- According to ZDNet’s report on June 20, online payment giant PayPal(nasdaq stock code: PYPL) announced on Tuesday that it will acquire the payment platform Hyperwallet for $400 million in cash. The transaction is expected to be completed in the fourth quarter of 2018.
- Hyperwallet was founded in 2000 and this 18-year-old Bay Area company helps people and small businesses receive payments for the sale of products and services. Hyperwallet interconnects cash networks, card schemes, and mobile money services with domestic ACH networks around the world, enabling “disruptive pricing” and mass payment.It provides a convenient way for various institutions to receive payments. For example, after adding the Hyperwallet wallet, e-commerce platforms or physical stores can choose a variety of payment methods, including credit CARDS, bank accounts, debit CARDS, cheques or PayPal.Hyperwallet also offers wealth management tools and payment tracking. It will also ensure that transactions comply with different national regulations.
“The market has been committed to pay for consumers and buyers to create a seamless experience, and now pay environment is becoming more and more complicated,” Hyperwallet executives Simon Banks (Simon Banks) to the media said last year.
For years, it was unclear how much Hyperwallet had raised, but the Wall Street journal noted that Primus Capital, a private equity firm, was a major shareholder.
Crunchbase also has an investment from financial services firm Raymond James.
Hyperwallet was originally founded by MIT engineer Lisa Shields in Vancouver. Last year she founded the second company called FI.SPAN, an API management platform designed to allow banks to rapidly deploy new business banking products.
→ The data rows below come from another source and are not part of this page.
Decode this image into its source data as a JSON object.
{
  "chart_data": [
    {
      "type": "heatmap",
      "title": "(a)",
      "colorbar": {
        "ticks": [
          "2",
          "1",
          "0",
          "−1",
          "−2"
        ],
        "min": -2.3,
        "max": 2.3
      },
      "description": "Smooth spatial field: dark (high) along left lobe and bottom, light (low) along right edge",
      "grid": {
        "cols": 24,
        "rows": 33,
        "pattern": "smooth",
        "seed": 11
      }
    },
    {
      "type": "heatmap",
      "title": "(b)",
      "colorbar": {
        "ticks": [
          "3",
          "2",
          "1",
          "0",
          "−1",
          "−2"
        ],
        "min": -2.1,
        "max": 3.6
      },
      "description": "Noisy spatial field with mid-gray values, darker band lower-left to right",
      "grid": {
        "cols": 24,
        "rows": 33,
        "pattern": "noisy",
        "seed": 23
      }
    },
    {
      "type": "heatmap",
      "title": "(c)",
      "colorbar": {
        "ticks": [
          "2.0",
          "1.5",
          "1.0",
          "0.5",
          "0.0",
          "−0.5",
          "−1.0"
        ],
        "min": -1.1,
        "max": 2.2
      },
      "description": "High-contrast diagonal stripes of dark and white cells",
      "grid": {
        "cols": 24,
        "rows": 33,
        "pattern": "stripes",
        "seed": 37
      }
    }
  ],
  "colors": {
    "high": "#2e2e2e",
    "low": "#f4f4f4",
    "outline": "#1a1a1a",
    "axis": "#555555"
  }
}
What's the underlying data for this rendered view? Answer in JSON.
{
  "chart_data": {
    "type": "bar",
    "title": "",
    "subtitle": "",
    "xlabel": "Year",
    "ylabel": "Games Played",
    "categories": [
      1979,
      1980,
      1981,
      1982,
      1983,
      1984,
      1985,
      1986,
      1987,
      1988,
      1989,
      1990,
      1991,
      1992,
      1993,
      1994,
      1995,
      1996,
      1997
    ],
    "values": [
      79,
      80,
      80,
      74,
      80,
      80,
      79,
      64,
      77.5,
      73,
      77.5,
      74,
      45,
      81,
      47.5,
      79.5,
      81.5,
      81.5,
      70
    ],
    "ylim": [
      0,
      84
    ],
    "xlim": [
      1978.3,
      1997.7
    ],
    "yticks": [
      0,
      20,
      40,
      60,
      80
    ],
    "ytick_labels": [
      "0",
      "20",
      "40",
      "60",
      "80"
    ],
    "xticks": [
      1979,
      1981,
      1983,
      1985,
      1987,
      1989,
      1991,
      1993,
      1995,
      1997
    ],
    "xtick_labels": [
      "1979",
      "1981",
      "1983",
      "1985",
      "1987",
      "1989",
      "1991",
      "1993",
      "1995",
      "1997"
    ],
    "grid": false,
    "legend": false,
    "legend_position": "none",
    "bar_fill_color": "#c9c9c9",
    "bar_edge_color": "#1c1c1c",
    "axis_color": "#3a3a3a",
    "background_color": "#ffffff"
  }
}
Compared with many founders, Shields seems to keep a low profile. In 2015, when she won the Ernst & Young Entrepreneur of the Year award, she said: “I feel privileged and humble, let alone surprise me.” (Hyperwallet has been led by CEO Brent Warrington since 2015.) Served as CEO of a company called SecureNet Payment Systems, which was later acquired.
“We are thrilled to be joining forces with a powerhouse like PayPal,” said Brent Warrington, CEO, Hyperwallet. “Combining Hyperwallet’s advanced payout capabilities with PayPal’s scale will bring increased value to both Hyperwallet’s and PayPal’s customers. This is an outstanding opportunity to supercharge Hyperwallet’s growth and further our mission to pay the planet.”
As for why PayPal acquired the company, it stated that it will strengthen its ability to provide payment solutions to global e-commerce platforms and markets, and pointed out that its market sales accounted for 50% or more of global online retail sales last year. HyperWallet provides a platform for e-commerce companies to easily pay to independent sellers or suppliers. PayPal will introduce these capabilities into its own payment platform and provide these capabilities in 200 markets around the world that HyperWallet already provides services.
The transaction is expected to close in the fourth quarter of 2018. The completion of this transaction is subject to customary closing conditions, including regulatory approvals.
Once the deal closes, PayPal and Braintree merchants will have access to localized, multi-currency payment capabilities in more than 200 markets.
“eCommerce platforms and marketplaces are leveling the retail playing field by connecting buyers who have specific needs with groups of sellers that can meet them,” said Bill Ready, chief operating officer at PayPal. “Merchants and service providers who use these platforms want quick, efficient, flexible and secure access to their earnings, whenever and wherever they need them.
The acquisition is a small step for PayPal. The announcement comes a month after PayPal paid $2.2 billion for Swedish company iZettle, which provides mobile readers and other payment tools.
The acquisition of iZettle was PayPal’s largest transaction in its history. In 2015, PayPal bought Xoom, a money-transfer start-up, for $890 million. In 2013, when PayPal was part of eBay, it bought Braintree and its Venmo mobile payment service for $800 million.
IZettle operates in 12 markets, including several countries in northern Europe and Latin America. In these areas, PayPal’s offline business is not strong. IZettle also has a big presence in Britain. Given that Square is becoming a significant rival to PayPal in the UK, iZettle will help PayPal compete.